The Most Popular Payment Methods Around the Globe
In today’s digital society, we take speed and convenience in everything we do for granted. Whether it’s browsing the internet, keeping in touch via social media and instant messaging or using lightning-fast software and hardware for everyday items such as computers, TVs and mobile phones, it’s all hassle-free.
The internet has created two giant industries that are inextricably linked: internet shopping or e-commerce and online payments. Both have not only been disruptors, but they’ve turned the business world upside down. We all know we can buy anything we want online; the sector has come a long way since the mid-1990s when Amazon, now the world’s largest online marketplace, started shifting a few books.
But have you considered how finance companies have had to change to accommodate this extraordinary new technology? While once we paid everything by cash or a cheque, now we can pay for goods and services, or send money immediately from one account to another electronically. Payment processors have emerged as one of the biggest players in finance, and they all want to innovate to improve customer experience.
Of course, we all still use our banks, and we use our credit cards and debit cards to pay for goods, now with the added convenience of contactless payments for sums under £30. Last year, 45% of online purchases in the UK were still made by debit cards. And the use of credit cards continues to grow, with the UK Cards Association recording an 8.7% rise in card numbers in 2017.
However, you can see that this leaves a massive gap for other players to fill the online payments void – around 50%, in fact. This is where giants such as PayPal have dominated. After starting out life in 1998 in Seattle in the US, PayPal is now used in more than 200 markets worldwide, operating in 60 currencies. In the UK, it accounts for a spectacular 23% of all online transactions.
The system is ideal for online use. You can link your PayPal to your bank account or choose to deposit funds into your PayPal account in other ways. Then, you simply use your account to pay for items online, simply by logging into your PayPal account at checkout.
Receiving payments is just as easy, and users soon forgive the 3% transaction fee because the convenience is second to none. As soon as you receive the money you can then ‘withdraw’ it straight into your bank account.
It’s why PayPal has become a firm favourite not only for shopping sites like Amazon but for trusted financial services sites, too. Take financial trading on Forex, where tech and financially savvy investors appreciate the convenience of using PayPal financial trading accounts. Why? Because payments can be made or withdrawals received faster than traditional methods, including credit and debit cards.
In an image that those financial traders will understand, this shows the steady rise of PayPal Holdings’ share price on the London Stock Exchange over the last five years. Clearly, things continue to go well for the business.
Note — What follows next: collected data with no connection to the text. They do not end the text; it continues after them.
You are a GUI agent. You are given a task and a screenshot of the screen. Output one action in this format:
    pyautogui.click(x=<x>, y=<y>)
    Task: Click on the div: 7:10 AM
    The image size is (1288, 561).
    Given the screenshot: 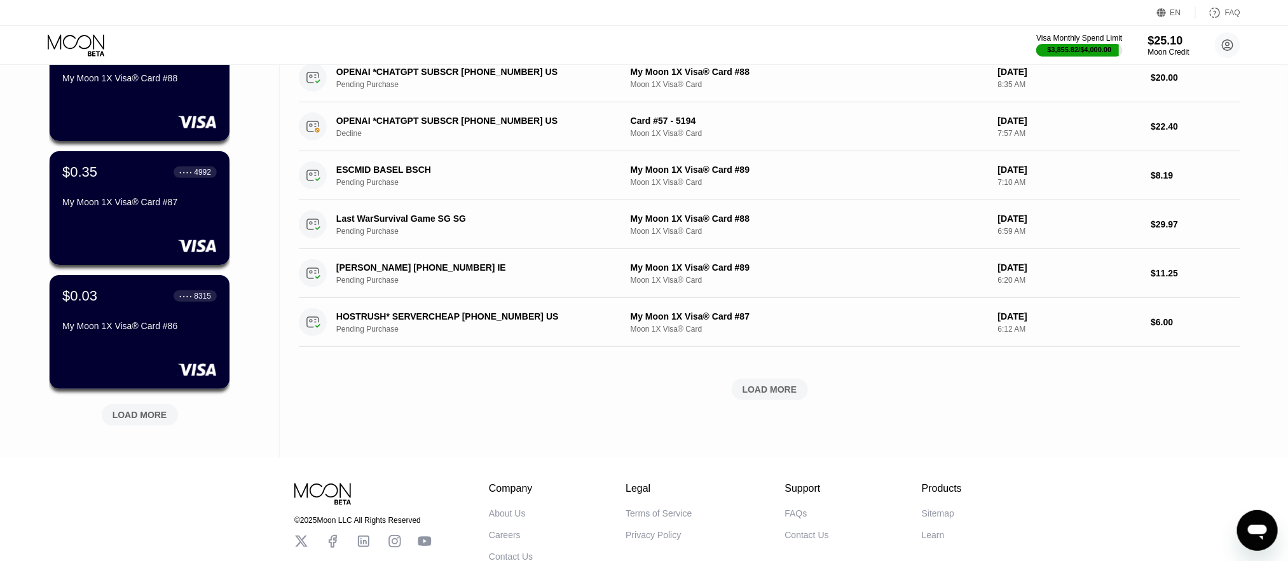 What is the action you would take?
    pyautogui.click(x=1069, y=182)
    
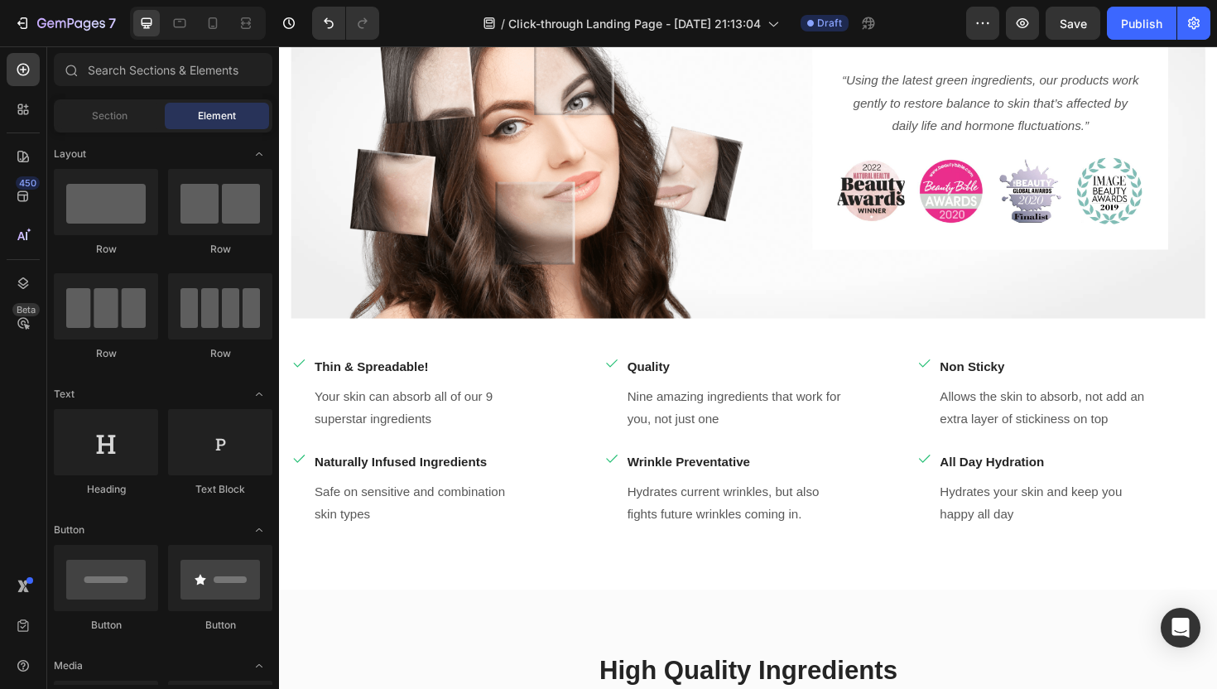  Describe the element at coordinates (151, 484) in the screenshot. I see `p: Safe on sensitive and combination skin types` at that location.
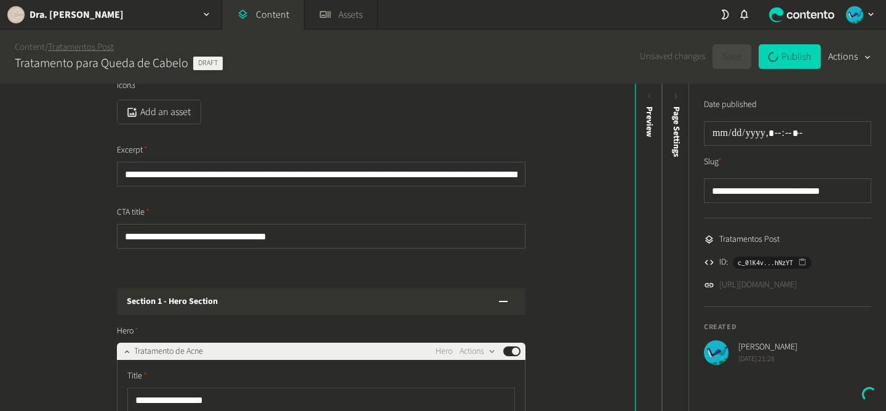  I want to click on div: Icon3, so click(166, 86).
PayPal’s success sparked a whole raft of new online payment processors. Many have come and gone, but some of the big names include Stripe, GoCardless and Skrill, which emerged from the former Moneybookers brand and is owned by the Paysafe Group, which also has Neteller and the Paysafecard under its umbrella. According to the latest accounts, the Paysafe Group made extraordinary transactional volumes of $85 billion in 2018. That’s a lot of goods and services.
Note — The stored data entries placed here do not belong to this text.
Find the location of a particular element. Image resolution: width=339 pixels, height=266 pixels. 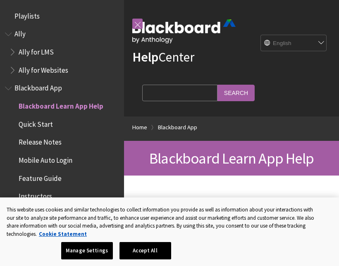

a: More information about your privacy, opens in a new tab is located at coordinates (63, 234).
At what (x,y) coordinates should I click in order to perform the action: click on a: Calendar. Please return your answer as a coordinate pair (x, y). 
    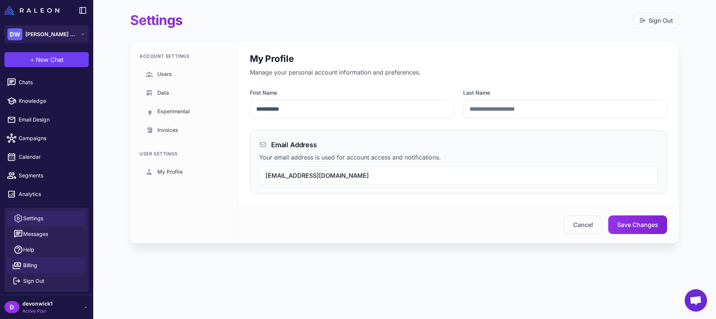
    Looking at the image, I should click on (47, 157).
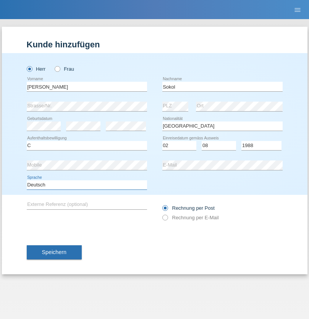 Image resolution: width=309 pixels, height=319 pixels. I want to click on label: Rechnung per E-Mail, so click(191, 218).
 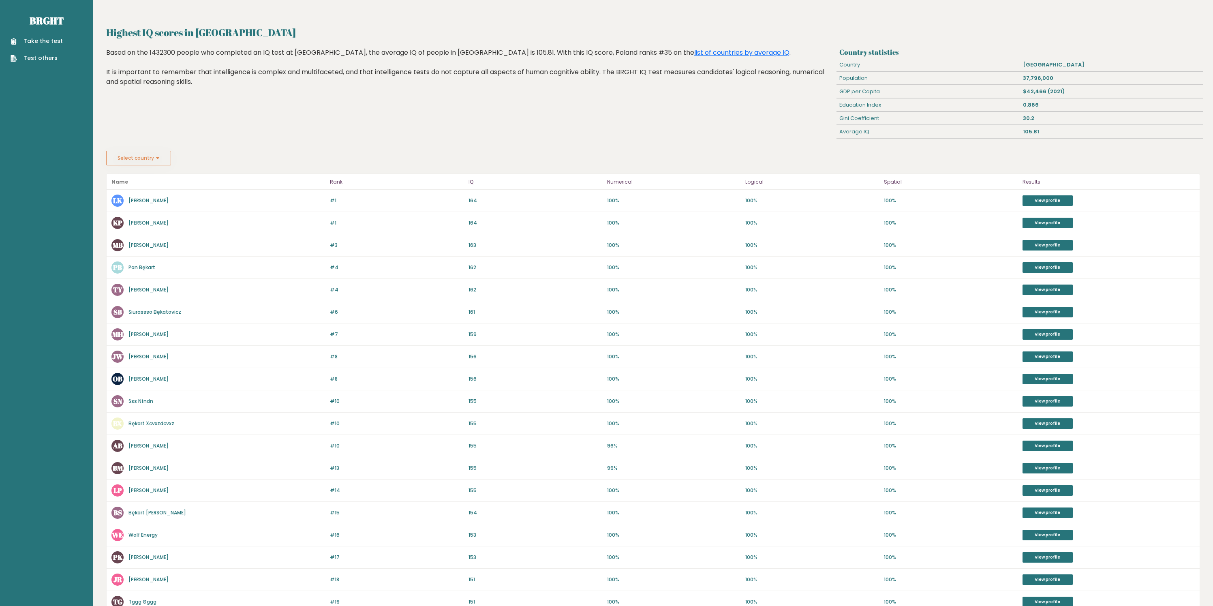 What do you see at coordinates (118, 334) in the screenshot?
I see `text: MH` at bounding box center [118, 334].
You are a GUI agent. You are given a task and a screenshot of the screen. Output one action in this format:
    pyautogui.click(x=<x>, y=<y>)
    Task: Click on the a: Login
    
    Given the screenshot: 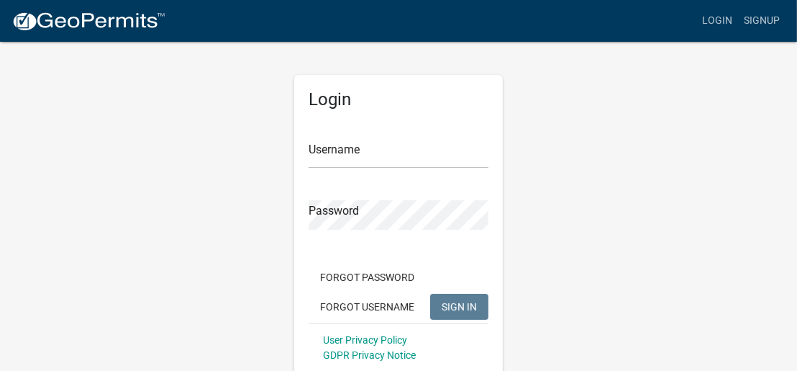 What is the action you would take?
    pyautogui.click(x=717, y=21)
    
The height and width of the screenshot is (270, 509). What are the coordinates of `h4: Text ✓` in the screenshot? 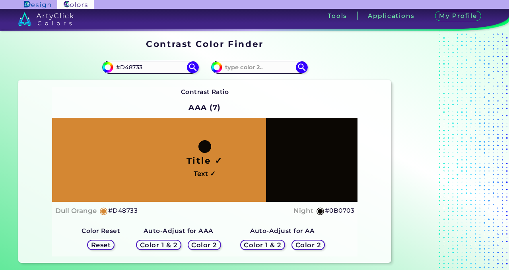 It's located at (204, 173).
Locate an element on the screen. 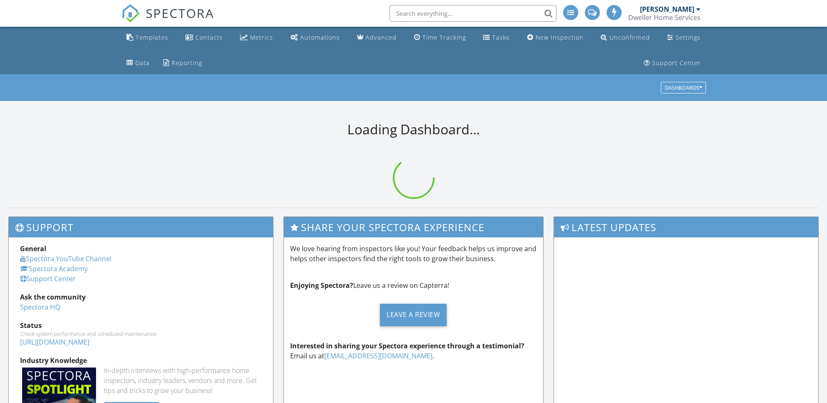 This screenshot has height=403, width=827. div: In-depth interviews with high-performance home inspectors, industry leaders, vendors and more. Ge... is located at coordinates (183, 381).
Technology doesn’t stand still, however. New kids on the block take advantage of the extraordinary speed in which mobile phones have developed. Apple introduced Apple Pay in late 2014, now widely adopted all over the world. Users simply use their Apple smartphone or Apple Watch as they would a contactless card. It’s essentially a digital wallet within your device. Samsung naturally wanted a piece of the action, too, and launched Samsung Pay in the summer of 2015.
We should also look at what the future holds for popular payment methods. While debit cards will continue to link straight to our bank accounts, and payment processors like PayPal will always thrive, a new kid on the block will be chipping away at their foundations. That’s cryptocurrency.
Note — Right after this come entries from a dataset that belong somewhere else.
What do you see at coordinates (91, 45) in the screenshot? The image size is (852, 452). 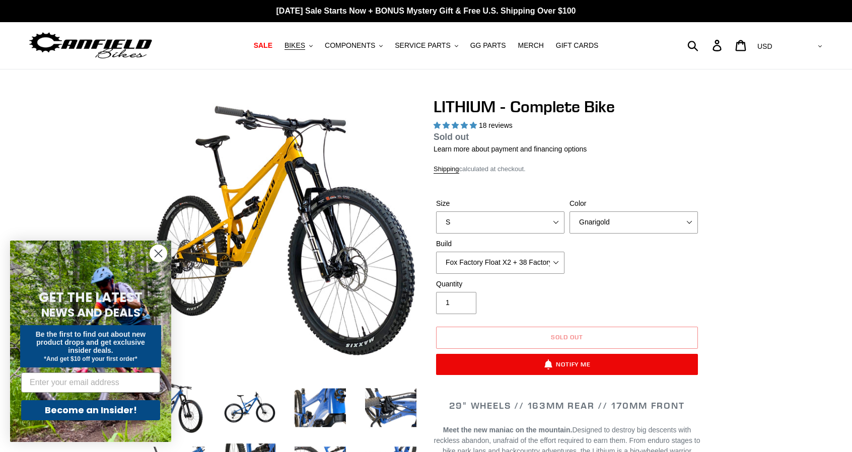 I see `img: Canfield Bikes` at bounding box center [91, 45].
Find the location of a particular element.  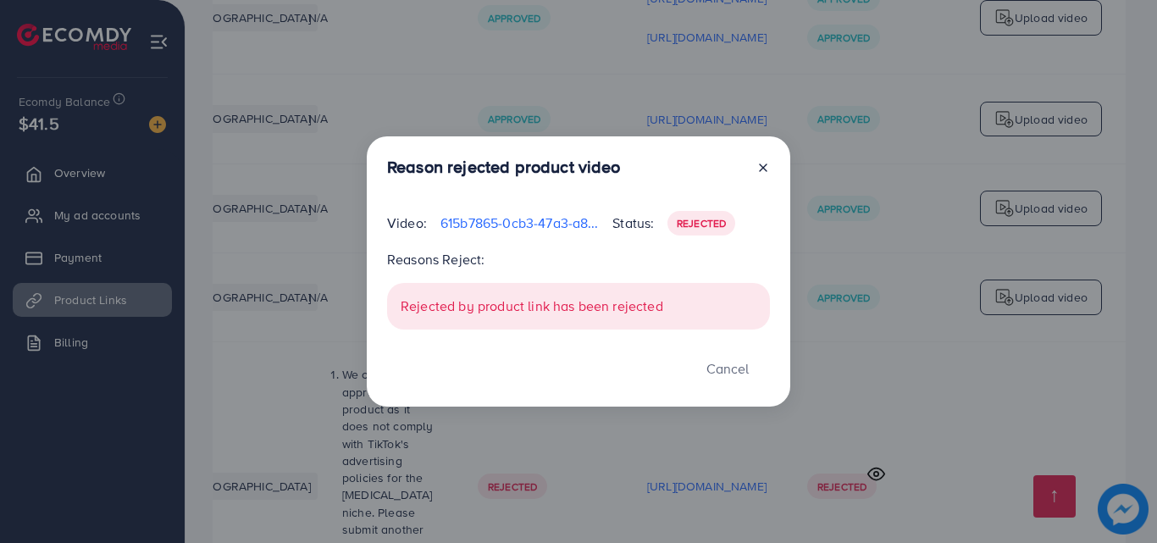

p: Reasons Reject: is located at coordinates (578, 259).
Big players in the global digital coin space are well known – Bitcoin and Ethereum, for example. Yet they hardly scratch the surface when it comes to the number of people using them to buy and sell goods and services.
It needs a big player to enter the space, and that’s what happened last month when Facebook, the global social media giant, unveiled plans for its own cryptocurrency called Libra, which Facebook co-founder Chris Hughes claimed could shift financial power from the central banks.
The possibilities of crypto, which can be traded instantly with very small costs, and is said to be bulletproof in terms of security, are so enormous that even traditional banks are considering using their own versions.
It’s as though the whole payment method wheel has turned full circle.